Stephen Lovell-Davis has been, at various times, a train coupler, decorator, motorcycle courier, TV presenter and, as a last desperate resort, a freelance photographer. He started his career photographing bands at gigs. As a result of an incident at one of these where he got into a fight with Pete Townshend of The Who, he came to the attention of Chalkie Davies (NME picture editor) and his work was subsequently published in NME, Melody Maker and Sounds. He then got a holiday cover job working at the Hampstead and Highgate Express and photographed the Queen’s Silver Jubilee. These jobs led on to other editorial work over the next few years, mainly portraiture and reportage featuring in: Vogue, The Independent Magazine, The Daily Telegraph, The Sunday Times, The Guardian, Country Life, Time Out and Q. 
After photographing the Turner Prize shortlist for the Tate Gallery and Channel 4 for two years, he was invited to join a project photographing visual artists for the musician Peter Gabriel. This led to photographing Peter Gabriel himself and many world music artists for CD covers on the Real World record label. He has also provided album cover artwork and publicity pictures for the bands Talk Talk, Mark Hollis and Pig.
He has done a good deal of work for automotive magazines including: Top Gear, Car, Bike, Performance Bike and Land Rover Magazine. As a part of his work for Car and Top Gear magazine he has spent several weeks of his life trapped in a car with the Top Gear and Grand Tour presenter James May on motoring and travel stories. This turned out not to be such a trial due to a shared interest in crosswords, cafes and pubs.

Equipment 

For those of you with an interest in such things, I have used a variety of cameras over the years. The early 35mm pictures were taken on a Nikon F (the Apollo type - you can recognise these pictures by their rounded frame corners) and a Nikkormat FTN. Later I added a couple of Nikon FEs when the Nikkormat broke down.

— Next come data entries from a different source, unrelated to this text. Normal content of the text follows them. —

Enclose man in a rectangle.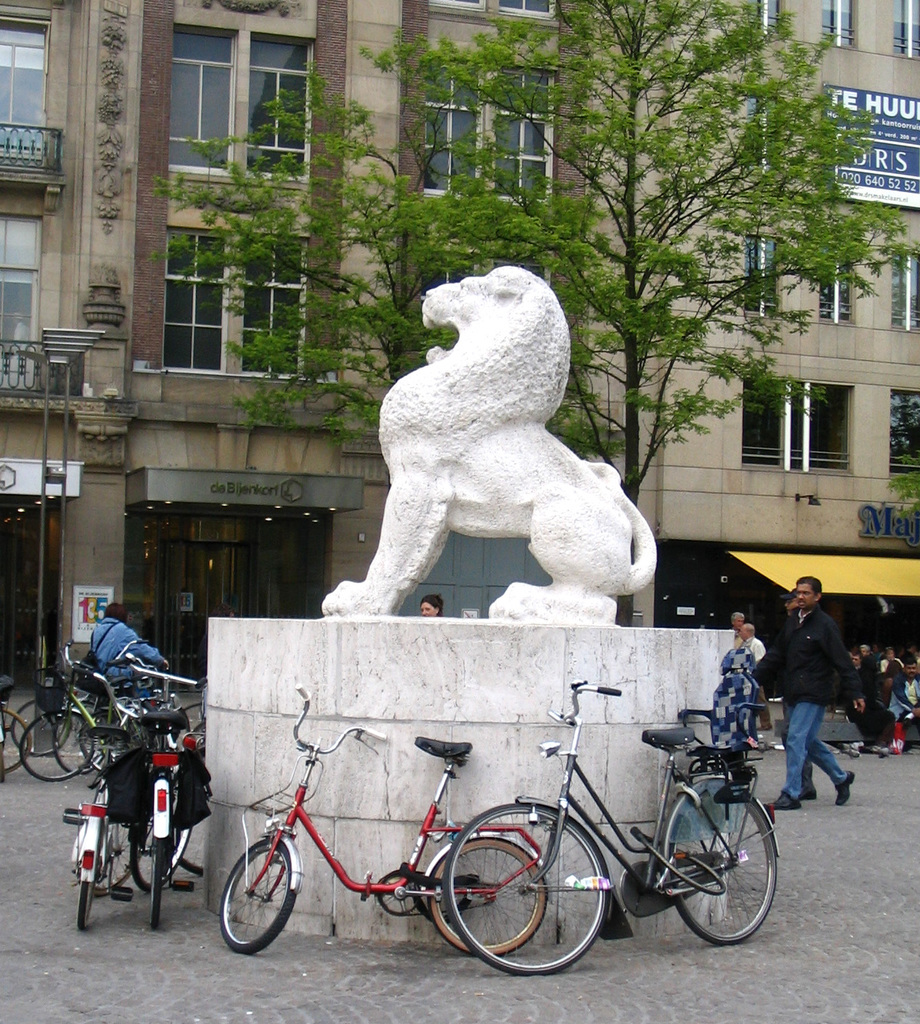
<region>858, 644, 875, 693</region>.
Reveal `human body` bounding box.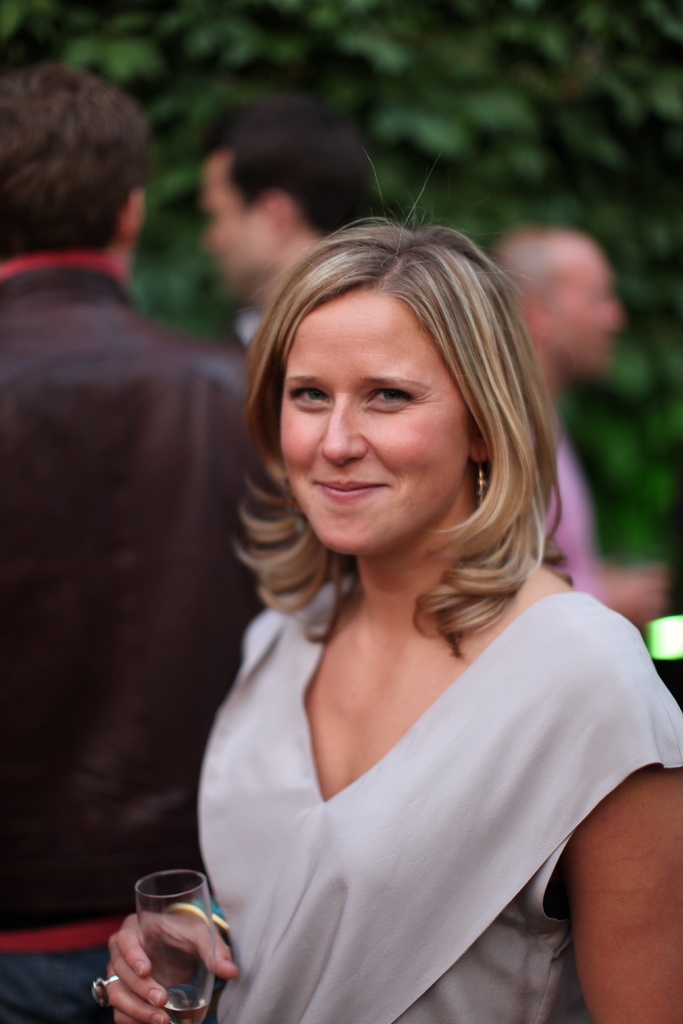
Revealed: crop(496, 219, 641, 619).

In 1996 I moved over to the Canon EOS 1n because their autofocus was so much better and I struggled with action photos for car and bike magazines (it helped a bit but I am fundamentally no good at action photography). I have also had several Olympus XAs, a Nikon FM2n and a Leica M6 (my favourite camera). In medium format I have used a Yashicamat, Bronica ETRS, Mamiya C330, Hasselblad 500CM, Hasselblad SWC, Mamiya RZ67, Pentax 6x7 and a Rolleiflex 3.5F. Digitally, I started with the Canon 5D mkII and since have used the 5D mkIII, Sony A7R II and a Fuji X100T.